Oh my. This is a very sweet sentiment. Thank you to Ian McGillis of the Montreal Gazette. Book Prize shortlists however are akin to the likelihood of nabbing a seat on the Space Shuttle, hence I have/had/will always have zero expectations.

Also, Book Prize culture usually insists on single conversations about single books. I am more concerned with the continuum and Malarky being in conversation with other books (as she is within her text) and/or art forms for that matter.
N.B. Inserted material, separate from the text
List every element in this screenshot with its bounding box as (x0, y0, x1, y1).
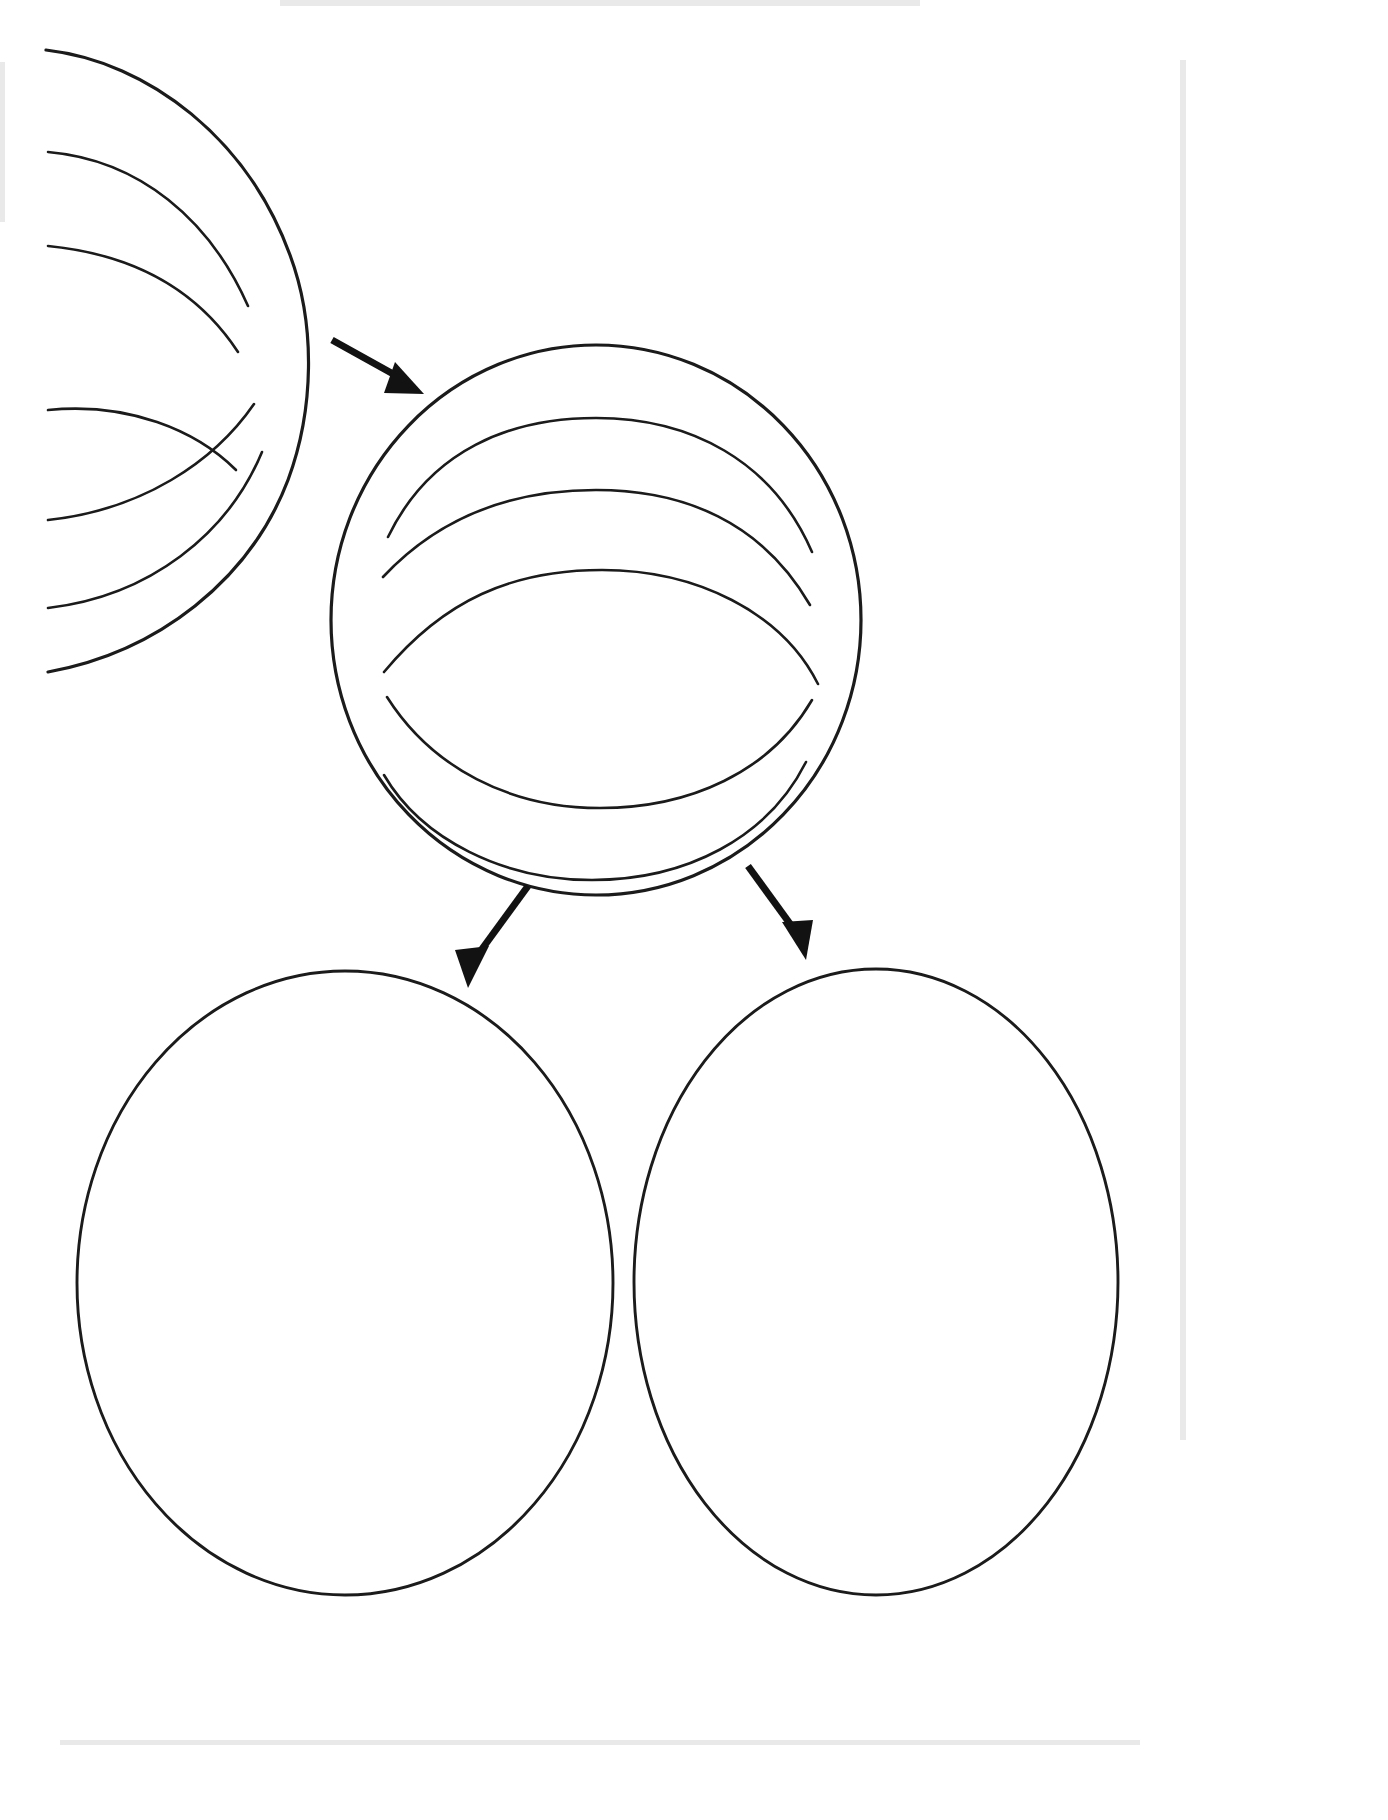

The poets are reading her, I hope some day maybe Malarky will be taught and new understandings and interrogations can emerge.

I commend Mr McGillis for his column though because I have felt similiarly impassioned about the lack of people reading Helen Potrebenko’s novel Taxi! I think his column could be the heartiest defence I receive in this lifetime!

Now, though, for my big beef: Where on earth is Anakana Schofield’s Malarky? The reception this years-in-gestation debut novel got last spring, both word-of-mouth and in the media, seemed to mark a rare case of a small-press literary novel getting widespread attention purely on the basis of its merits. There was no particular “hook” to this Ireland-set story of a (maybe) mad housewife other than its being so plainly, inarguably good; on a sentence-by-sentence level, and in its flawlessly sustained voice, it grabbed me as few novels have in recent years. Yes, I know, these things are subjective, but I’m frankly baffled by its exclusion. If it doesn’t make the GG list I’ll start to wonder if there’s something in the water, either mine or everyone else’s.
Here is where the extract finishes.